Thursday, 6 June 2013

They'll let anyone in these days

   My wife and I are sitting in a waiting room at a Government office in a suburb of Birmingham. There is quite an air of camaraderie among the people waiting with us, an American businessman and an Indian couple about our age. This is a regional UK Border Agency office, and we are all here for the same reason: to apply for or renew a UK visa.
    It amuses me sometimes that people forget my wife, who hails from the other side of the Atlantic, is an immigrant. "But she's..." They pause, looking embarrassed. I want to complete their sentence for them: "White?", but don't.
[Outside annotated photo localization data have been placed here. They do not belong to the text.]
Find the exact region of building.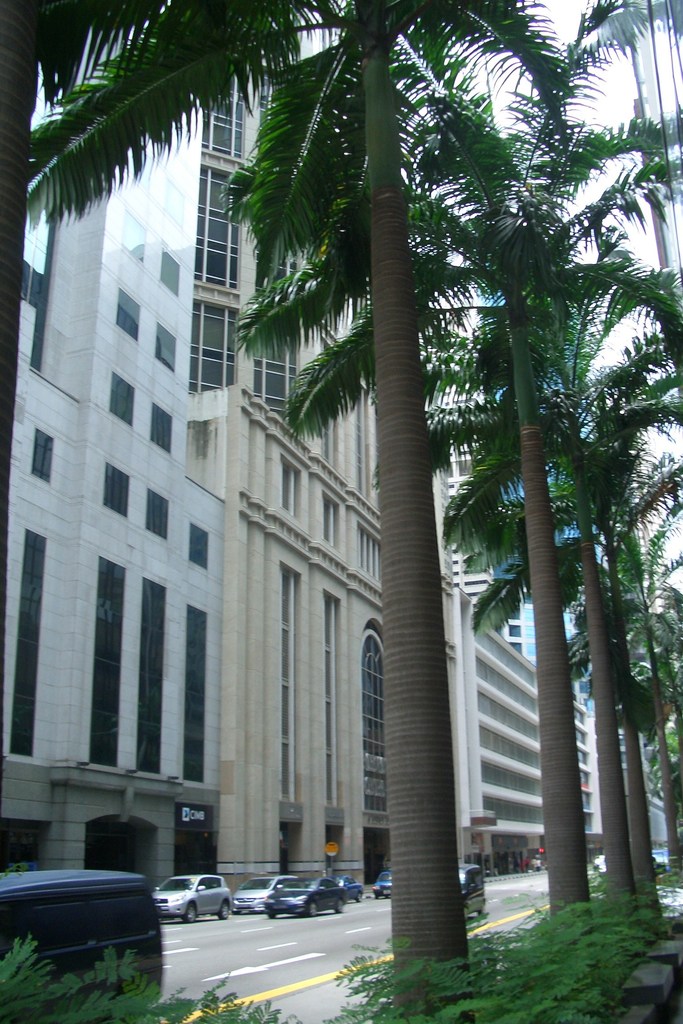
Exact region: pyautogui.locateOnScreen(0, 0, 604, 911).
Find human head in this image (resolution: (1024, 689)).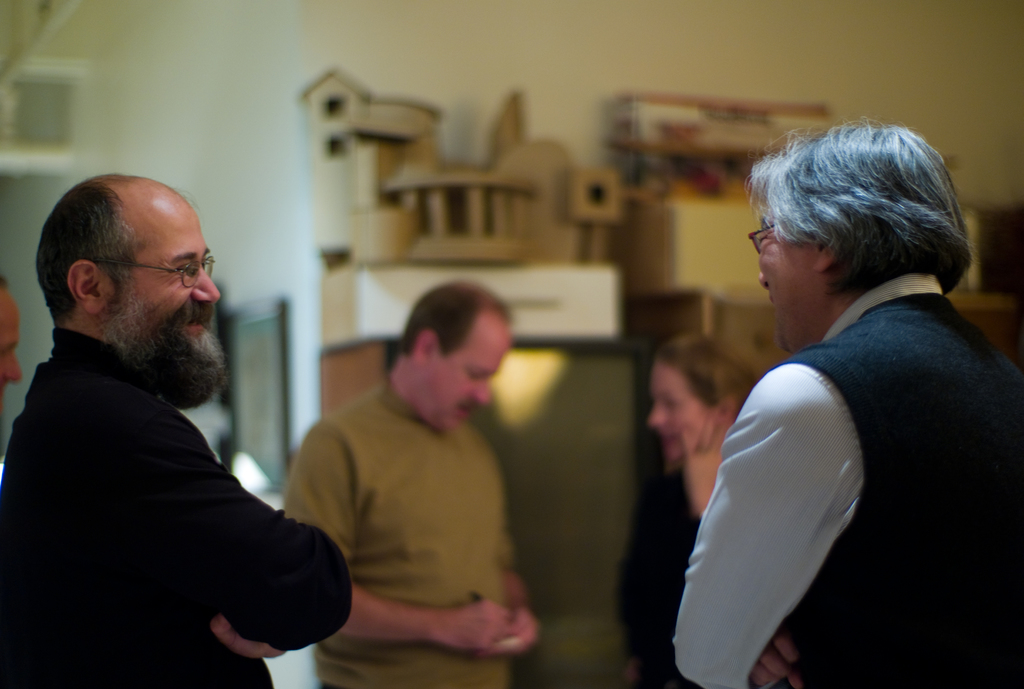
locate(0, 276, 28, 396).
    There's a lot of nonsense talked about immigration. From all sides, those on the left like to see talking nonsense on immigration as purely a right-wing issue but the fact is they're as guilty as anyone. With varying degrees of accuracy depending on whom you are talking to those pesky foreigners bring jobs, take jobs, take homes, cause chaos in hospitals, run hospitals, take all the benefits, pay half the taxes, do no work and do all the work. Politicians like to sound tough on immigration but hate to get involved with it while the immigrants themselves just want to get on with their lives.
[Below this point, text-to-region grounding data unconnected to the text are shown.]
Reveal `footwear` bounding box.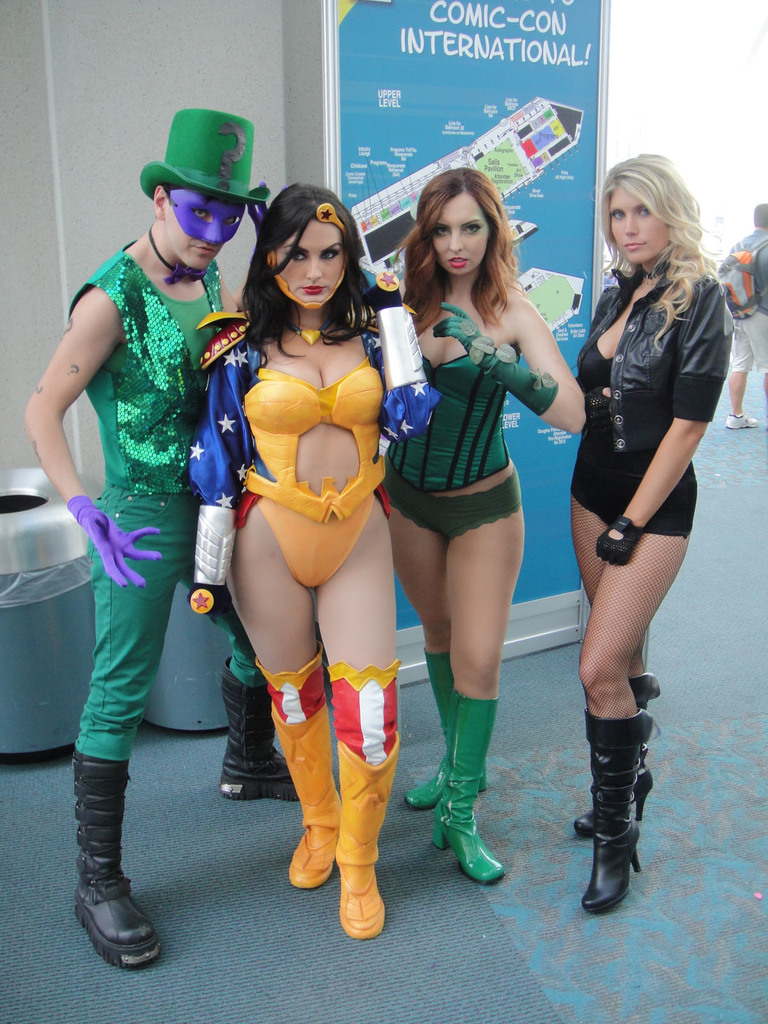
Revealed: pyautogui.locateOnScreen(337, 720, 407, 949).
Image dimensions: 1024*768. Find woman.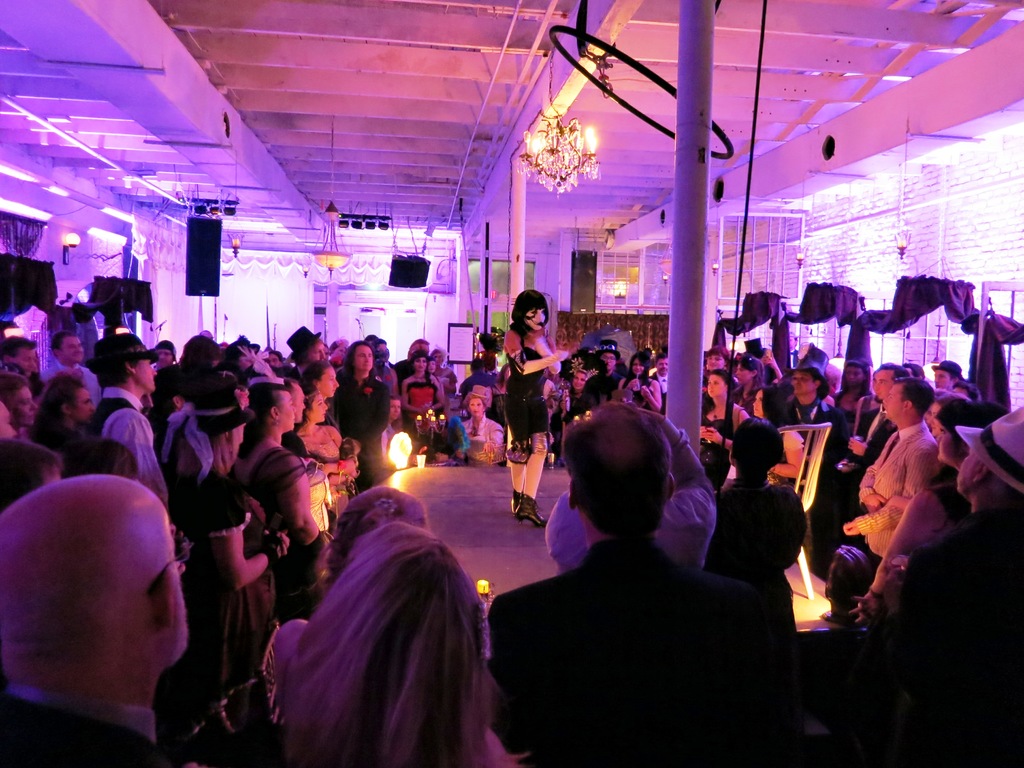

    All of which brings me to us, sitting in that waiting room near Birmingham. Over the past decade and a half we've had to deal with the visa system several times. Each time it's happened a cheque has changed hands, but one thing's certain. I know every time we'll be paying twice as much as we did the last time for the same service.
    The politicians have hit on the perfect formula, you see. They stand up at a party conference and say they'll get tough on immigration. Rousing speech, standing ovation. The tabloid readers see that and go away happy, at last, they think, Something will be Done about illegal immigrants!
    Meanwhile those of us who have to deal with the system release a groan. We know what they'll really do, which is double the price for the legal immigrants. After all, going after illegal immigrants requires a bit of effort, and that's not what governments do!
    We wait long enough for the chairs to become uncomfortable, then my wife is summoned away to the two desks for document checks and biometrics. We go away for lunch, and on our return she's told her application is successful.
    I wish those from all sides who go on so much about immigration could spend a morning in that waiting room.